Monday, February 9, 2009

Leading into my work...

Source: Lisec, J., Meyer, R.C., Steinfath, M., Redestig, H., Becher, M., Witucka-Wall, H., Fiehn, O., Torjek, O., Selbig, J., Altmann, T., and Willmitzer, L. Identification of metabolic and biomass QTL in Arabidopsis thaliana in a parallel analysis of RIL and IL populations. 2008. The Plant Journal, 53: 960-72

The authors created a number of RIL and IL lines in Arabidopsis and then ran targeted GC-MS on them. They were able to measure 181 compounds and find QTLs for 84, for a total of 157 QTLs. The contribution of these loci was between 1.7 and 52.1%. They found that many of these metabolites co-mapped, and that in nearly all of them a good candidate gene could be found that might explain the effect. They defined a candidate gene as a gene within the support interval in the direct pathway of the metabolite. None of these metabolite linkages showed a strong ability to change biomass.



Other notes:
-permutation test for candidate gene: randomly assign linkage to metabolite, sort through interval and see if any genes overlap with metabolite in AraCyc
=most metabolites showed no significance
=only 13 metabolites showed a higher than permutation-average number of candidate genes
-near impossible to find epistasis, found it only explained 2.72% of phenotypic variation on average
-nonrandom distribution of mQTLs, does not correlate with distribution of metabolic genes

Monday, February 2, 2009

Speed-genotyping

Source: Lai, C-Q., Leips, J., Zou, W., Roberts, J.F., Wollenberg, K.R., Parnell, L.D., Zeng, Z-B., Ordovas, J.M., and Mackay, T.F.C. Speed-mapping quantitative trait loci using microarrays. 2007. Nature Methods, 4(10): 839-41

The authors used microarrays to genotype a large number of individuals for a QTL study into longevity. Instead of individually genotyping and measuring the phenotype, the authors instead selected a subset of the population based on their phenotype (longevity). Then they pooled this subset’s DNA and ran it across a microarray that had oligos from both parents. They compared each marker hybridization with a young group that should be equally mixed for the alleles at each marker. A simple t-test was computed for each marker (with FDR correcting) to determine whether that marker had a skewed allele ratio between samples. Multiple QTLs were found, more so than using previous genotyping methods.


What the task asks: The answer must be an exact reproduction of all the entries.

____ Input material

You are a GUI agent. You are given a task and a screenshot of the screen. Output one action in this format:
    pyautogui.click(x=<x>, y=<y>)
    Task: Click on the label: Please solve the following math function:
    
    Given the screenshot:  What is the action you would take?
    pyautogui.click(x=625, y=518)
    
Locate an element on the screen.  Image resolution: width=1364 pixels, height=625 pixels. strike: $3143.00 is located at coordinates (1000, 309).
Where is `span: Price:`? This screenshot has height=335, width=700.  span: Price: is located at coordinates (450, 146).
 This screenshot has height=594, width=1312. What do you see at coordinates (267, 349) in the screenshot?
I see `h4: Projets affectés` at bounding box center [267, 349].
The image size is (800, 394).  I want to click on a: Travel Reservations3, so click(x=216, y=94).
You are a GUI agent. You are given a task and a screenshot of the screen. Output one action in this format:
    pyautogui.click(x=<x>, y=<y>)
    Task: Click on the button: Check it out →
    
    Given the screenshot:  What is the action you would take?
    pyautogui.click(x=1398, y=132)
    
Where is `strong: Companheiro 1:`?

________

Result for this task:
You are a GUI agent. You are given a task and a screenshot of the screen. Output one action in this format:
    pyautogui.click(x=<x>, y=<y>)
    Task: Click on the label: Please solve the following math function:
    
    Given the screenshot:  What is the action you would take?
    pyautogui.click(x=625, y=518)
    
Locate an element on the screen.  Image resolution: width=1364 pixels, height=625 pixels. strike: $3143.00 is located at coordinates (1000, 309).
Where is `span: Price:`? This screenshot has height=335, width=700.  span: Price: is located at coordinates (450, 146).
 This screenshot has height=594, width=1312. What do you see at coordinates (267, 349) in the screenshot?
I see `h4: Projets affectés` at bounding box center [267, 349].
The image size is (800, 394).  I want to click on a: Travel Reservations3, so click(x=216, y=94).
You are a GUI agent. You are given a task and a screenshot of the screen. Output one action in this format:
    pyautogui.click(x=<x>, y=<y>)
    Task: Click on the button: Check it out →
    
    Given the screenshot:  What is the action you would take?
    pyautogui.click(x=1398, y=132)
    
Where is `strong: Companheiro 1:`?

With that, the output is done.